◆ Required work ◆
Restate the whole listing word for word, missing no line.

◆ Material for this task ◆

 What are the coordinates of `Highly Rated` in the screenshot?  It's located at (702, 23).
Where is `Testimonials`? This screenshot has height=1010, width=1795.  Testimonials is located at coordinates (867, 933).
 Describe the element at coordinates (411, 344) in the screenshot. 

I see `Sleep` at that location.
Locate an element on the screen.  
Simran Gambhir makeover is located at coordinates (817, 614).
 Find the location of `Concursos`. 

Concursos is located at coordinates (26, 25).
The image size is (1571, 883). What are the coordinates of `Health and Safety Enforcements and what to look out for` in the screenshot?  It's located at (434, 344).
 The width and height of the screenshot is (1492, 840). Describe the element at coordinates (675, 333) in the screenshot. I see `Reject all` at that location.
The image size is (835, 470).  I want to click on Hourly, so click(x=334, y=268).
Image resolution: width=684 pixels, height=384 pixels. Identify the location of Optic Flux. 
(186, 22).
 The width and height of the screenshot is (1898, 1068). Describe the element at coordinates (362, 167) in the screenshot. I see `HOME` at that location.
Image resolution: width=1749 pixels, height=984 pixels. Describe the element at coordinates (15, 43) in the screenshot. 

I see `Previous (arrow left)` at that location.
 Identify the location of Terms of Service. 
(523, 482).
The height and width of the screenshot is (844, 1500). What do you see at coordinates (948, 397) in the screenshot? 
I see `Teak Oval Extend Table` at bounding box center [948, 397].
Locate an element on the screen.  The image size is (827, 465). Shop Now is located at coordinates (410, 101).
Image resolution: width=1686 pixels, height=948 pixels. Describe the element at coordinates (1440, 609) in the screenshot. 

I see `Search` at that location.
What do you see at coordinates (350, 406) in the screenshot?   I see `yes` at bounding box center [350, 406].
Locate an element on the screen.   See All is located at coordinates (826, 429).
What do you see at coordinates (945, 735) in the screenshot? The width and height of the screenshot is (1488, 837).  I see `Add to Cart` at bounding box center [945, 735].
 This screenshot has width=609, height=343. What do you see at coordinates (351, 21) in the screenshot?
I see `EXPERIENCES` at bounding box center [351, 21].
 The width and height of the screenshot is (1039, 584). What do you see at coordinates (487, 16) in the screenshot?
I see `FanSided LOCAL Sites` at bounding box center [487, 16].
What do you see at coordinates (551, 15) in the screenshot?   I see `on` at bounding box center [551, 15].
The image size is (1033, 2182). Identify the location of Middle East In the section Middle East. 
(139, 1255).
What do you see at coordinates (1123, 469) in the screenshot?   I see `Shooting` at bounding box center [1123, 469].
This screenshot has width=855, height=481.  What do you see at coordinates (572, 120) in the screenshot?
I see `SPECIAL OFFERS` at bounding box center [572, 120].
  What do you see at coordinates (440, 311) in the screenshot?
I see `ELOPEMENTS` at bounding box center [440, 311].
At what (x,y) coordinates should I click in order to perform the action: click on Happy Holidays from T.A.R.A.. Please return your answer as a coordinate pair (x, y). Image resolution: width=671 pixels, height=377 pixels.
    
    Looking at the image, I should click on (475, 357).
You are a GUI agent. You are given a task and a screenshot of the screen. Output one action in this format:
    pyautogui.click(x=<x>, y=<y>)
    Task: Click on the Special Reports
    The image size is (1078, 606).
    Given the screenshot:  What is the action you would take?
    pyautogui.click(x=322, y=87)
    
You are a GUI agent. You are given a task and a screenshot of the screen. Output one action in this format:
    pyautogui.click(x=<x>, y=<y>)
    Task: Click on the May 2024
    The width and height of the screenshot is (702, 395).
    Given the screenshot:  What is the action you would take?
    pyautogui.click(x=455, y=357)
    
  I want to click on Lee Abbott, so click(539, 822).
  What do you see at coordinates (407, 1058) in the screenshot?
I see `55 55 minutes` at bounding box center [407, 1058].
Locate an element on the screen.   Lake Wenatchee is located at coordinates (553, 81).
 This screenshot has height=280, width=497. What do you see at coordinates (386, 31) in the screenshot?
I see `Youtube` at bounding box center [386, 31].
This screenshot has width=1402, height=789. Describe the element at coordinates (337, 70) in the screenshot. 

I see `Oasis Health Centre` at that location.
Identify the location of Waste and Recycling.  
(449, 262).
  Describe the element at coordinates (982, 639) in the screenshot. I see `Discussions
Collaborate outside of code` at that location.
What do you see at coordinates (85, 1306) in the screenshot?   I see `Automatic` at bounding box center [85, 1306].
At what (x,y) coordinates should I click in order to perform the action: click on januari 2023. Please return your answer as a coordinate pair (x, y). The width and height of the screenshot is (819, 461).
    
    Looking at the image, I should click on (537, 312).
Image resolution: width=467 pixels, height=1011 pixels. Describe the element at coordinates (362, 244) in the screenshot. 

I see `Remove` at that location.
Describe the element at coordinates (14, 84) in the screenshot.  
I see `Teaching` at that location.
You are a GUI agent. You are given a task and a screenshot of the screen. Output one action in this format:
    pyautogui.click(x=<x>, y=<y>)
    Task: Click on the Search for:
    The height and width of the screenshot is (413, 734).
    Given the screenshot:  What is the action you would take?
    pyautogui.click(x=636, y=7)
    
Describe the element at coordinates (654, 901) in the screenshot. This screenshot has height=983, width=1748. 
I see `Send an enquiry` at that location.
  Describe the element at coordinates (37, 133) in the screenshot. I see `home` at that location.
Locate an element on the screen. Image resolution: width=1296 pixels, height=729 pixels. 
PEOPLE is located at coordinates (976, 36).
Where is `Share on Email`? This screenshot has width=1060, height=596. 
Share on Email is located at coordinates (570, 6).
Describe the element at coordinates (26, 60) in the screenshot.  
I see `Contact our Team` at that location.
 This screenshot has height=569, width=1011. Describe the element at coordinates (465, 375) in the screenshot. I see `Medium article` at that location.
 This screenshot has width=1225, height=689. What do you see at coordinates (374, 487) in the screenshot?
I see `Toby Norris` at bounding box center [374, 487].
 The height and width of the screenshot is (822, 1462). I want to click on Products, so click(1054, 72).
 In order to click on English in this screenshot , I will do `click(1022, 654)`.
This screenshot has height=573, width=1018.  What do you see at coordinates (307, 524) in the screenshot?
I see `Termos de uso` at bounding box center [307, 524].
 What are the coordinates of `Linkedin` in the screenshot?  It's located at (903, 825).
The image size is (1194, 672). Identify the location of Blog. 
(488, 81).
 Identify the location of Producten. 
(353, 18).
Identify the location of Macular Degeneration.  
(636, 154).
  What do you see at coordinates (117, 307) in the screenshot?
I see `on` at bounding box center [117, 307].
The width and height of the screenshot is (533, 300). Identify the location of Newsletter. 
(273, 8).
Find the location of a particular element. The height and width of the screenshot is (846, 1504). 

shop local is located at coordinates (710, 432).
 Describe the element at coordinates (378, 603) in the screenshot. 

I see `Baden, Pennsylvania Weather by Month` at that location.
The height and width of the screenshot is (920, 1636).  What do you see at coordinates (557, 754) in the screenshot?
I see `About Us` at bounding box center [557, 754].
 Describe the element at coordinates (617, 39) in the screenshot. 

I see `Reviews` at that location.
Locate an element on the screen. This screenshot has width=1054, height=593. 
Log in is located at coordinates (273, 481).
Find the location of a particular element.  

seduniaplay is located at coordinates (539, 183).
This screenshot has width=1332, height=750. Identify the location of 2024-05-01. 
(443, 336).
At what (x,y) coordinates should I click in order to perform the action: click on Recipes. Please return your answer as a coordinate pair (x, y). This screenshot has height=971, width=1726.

◆ Result below ◆
 What are the coordinates of `Highly Rated` in the screenshot?  It's located at (702, 23).
Where is `Testimonials`? This screenshot has height=1010, width=1795.  Testimonials is located at coordinates (867, 933).
 Describe the element at coordinates (411, 344) in the screenshot. 

I see `Sleep` at that location.
Locate an element on the screen.  
Simran Gambhir makeover is located at coordinates (817, 614).
 Find the location of `Concursos`. 

Concursos is located at coordinates (26, 25).
The image size is (1571, 883). What are the coordinates of `Health and Safety Enforcements and what to look out for` in the screenshot?  It's located at (434, 344).
 The width and height of the screenshot is (1492, 840). Describe the element at coordinates (675, 333) in the screenshot. I see `Reject all` at that location.
The image size is (835, 470).  I want to click on Hourly, so click(x=334, y=268).
Image resolution: width=684 pixels, height=384 pixels. Identify the location of Optic Flux. 
(186, 22).
 The width and height of the screenshot is (1898, 1068). Describe the element at coordinates (362, 167) in the screenshot. I see `HOME` at that location.
Image resolution: width=1749 pixels, height=984 pixels. Describe the element at coordinates (15, 43) in the screenshot. 

I see `Previous (arrow left)` at that location.
 Identify the location of Terms of Service. 
(523, 482).
The height and width of the screenshot is (844, 1500). What do you see at coordinates (948, 397) in the screenshot? 
I see `Teak Oval Extend Table` at bounding box center [948, 397].
Locate an element on the screen.  The image size is (827, 465). Shop Now is located at coordinates (410, 101).
Image resolution: width=1686 pixels, height=948 pixels. Describe the element at coordinates (1440, 609) in the screenshot. 

I see `Search` at that location.
What do you see at coordinates (350, 406) in the screenshot?   I see `yes` at bounding box center [350, 406].
Locate an element on the screen.   See All is located at coordinates (826, 429).
What do you see at coordinates (945, 735) in the screenshot? The width and height of the screenshot is (1488, 837).  I see `Add to Cart` at bounding box center [945, 735].
 This screenshot has width=609, height=343. What do you see at coordinates (351, 21) in the screenshot?
I see `EXPERIENCES` at bounding box center [351, 21].
 The width and height of the screenshot is (1039, 584). What do you see at coordinates (487, 16) in the screenshot?
I see `FanSided LOCAL Sites` at bounding box center [487, 16].
What do you see at coordinates (551, 15) in the screenshot?   I see `on` at bounding box center [551, 15].
The image size is (1033, 2182). Identify the location of Middle East In the section Middle East. 
(139, 1255).
What do you see at coordinates (1123, 469) in the screenshot?   I see `Shooting` at bounding box center [1123, 469].
This screenshot has width=855, height=481.  What do you see at coordinates (572, 120) in the screenshot?
I see `SPECIAL OFFERS` at bounding box center [572, 120].
  What do you see at coordinates (440, 311) in the screenshot?
I see `ELOPEMENTS` at bounding box center [440, 311].
At what (x,y) coordinates should I click in order to perform the action: click on Happy Holidays from T.A.R.A.. Please return your answer as a coordinate pair (x, y). Image resolution: width=671 pixels, height=377 pixels.
    
    Looking at the image, I should click on (475, 357).
You are a GUI agent. You are given a task and a screenshot of the screen. Output one action in this format:
    pyautogui.click(x=<x>, y=<y>)
    Task: Click on the Special Reports
    The image size is (1078, 606).
    Given the screenshot:  What is the action you would take?
    pyautogui.click(x=322, y=87)
    
You are a GUI agent. You are given a task and a screenshot of the screen. Output one action in this format:
    pyautogui.click(x=<x>, y=<y>)
    Task: Click on the May 2024
    The width and height of the screenshot is (702, 395).
    Given the screenshot:  What is the action you would take?
    pyautogui.click(x=455, y=357)
    
  I want to click on Lee Abbott, so click(539, 822).
  What do you see at coordinates (407, 1058) in the screenshot?
I see `55 55 minutes` at bounding box center [407, 1058].
Locate an element on the screen.   Lake Wenatchee is located at coordinates (553, 81).
 This screenshot has height=280, width=497. What do you see at coordinates (386, 31) in the screenshot?
I see `Youtube` at bounding box center [386, 31].
This screenshot has width=1402, height=789. Describe the element at coordinates (337, 70) in the screenshot. 

I see `Oasis Health Centre` at that location.
Identify the location of Waste and Recycling.  
(449, 262).
  Describe the element at coordinates (982, 639) in the screenshot. I see `Discussions
Collaborate outside of code` at that location.
What do you see at coordinates (85, 1306) in the screenshot?   I see `Automatic` at bounding box center [85, 1306].
At what (x,y) coordinates should I click in order to perform the action: click on januari 2023. Please return your answer as a coordinate pair (x, y). The width and height of the screenshot is (819, 461).
    
    Looking at the image, I should click on (537, 312).
Image resolution: width=467 pixels, height=1011 pixels. Describe the element at coordinates (362, 244) in the screenshot. 

I see `Remove` at that location.
Describe the element at coordinates (14, 84) in the screenshot.  
I see `Teaching` at that location.
You are a GUI agent. You are given a task and a screenshot of the screen. Output one action in this format:
    pyautogui.click(x=<x>, y=<y>)
    Task: Click on the Search for:
    The height and width of the screenshot is (413, 734).
    Given the screenshot:  What is the action you would take?
    pyautogui.click(x=636, y=7)
    
Describe the element at coordinates (654, 901) in the screenshot. This screenshot has height=983, width=1748. 
I see `Send an enquiry` at that location.
  Describe the element at coordinates (37, 133) in the screenshot. I see `home` at that location.
Locate an element on the screen. Image resolution: width=1296 pixels, height=729 pixels. 
PEOPLE is located at coordinates (976, 36).
Where is `Share on Email`? This screenshot has width=1060, height=596. 
Share on Email is located at coordinates (570, 6).
Describe the element at coordinates (26, 60) in the screenshot.  
I see `Contact our Team` at that location.
 This screenshot has height=569, width=1011. Describe the element at coordinates (465, 375) in the screenshot. I see `Medium article` at that location.
 This screenshot has width=1225, height=689. What do you see at coordinates (374, 487) in the screenshot?
I see `Toby Norris` at bounding box center [374, 487].
 The height and width of the screenshot is (822, 1462). I want to click on Products, so click(1054, 72).
 In order to click on English in this screenshot , I will do `click(1022, 654)`.
This screenshot has height=573, width=1018.  What do you see at coordinates (307, 524) in the screenshot?
I see `Termos de uso` at bounding box center [307, 524].
 What are the coordinates of `Linkedin` in the screenshot?  It's located at (903, 825).
The image size is (1194, 672). Identify the location of Blog. 
(488, 81).
 Identify the location of Producten. 
(353, 18).
Identify the location of Macular Degeneration.  
(636, 154).
  What do you see at coordinates (117, 307) in the screenshot?
I see `on` at bounding box center [117, 307].
The width and height of the screenshot is (533, 300). Identify the location of Newsletter. 
(273, 8).
Find the location of a particular element. The height and width of the screenshot is (846, 1504). 

shop local is located at coordinates (710, 432).
 Describe the element at coordinates (378, 603) in the screenshot. 

I see `Baden, Pennsylvania Weather by Month` at that location.
The height and width of the screenshot is (920, 1636).  What do you see at coordinates (557, 754) in the screenshot?
I see `About Us` at bounding box center [557, 754].
 Describe the element at coordinates (617, 39) in the screenshot. 

I see `Reviews` at that location.
Locate an element on the screen. This screenshot has width=1054, height=593. 
Log in is located at coordinates (273, 481).
Find the location of a particular element.  

seduniaplay is located at coordinates (539, 183).
This screenshot has width=1332, height=750. Identify the location of 2024-05-01. 
(443, 336).
At what (x,y) coordinates should I click in order to perform the action: click on Recipes. Please return your answer as a coordinate pair (x, y). This screenshot has height=971, width=1726.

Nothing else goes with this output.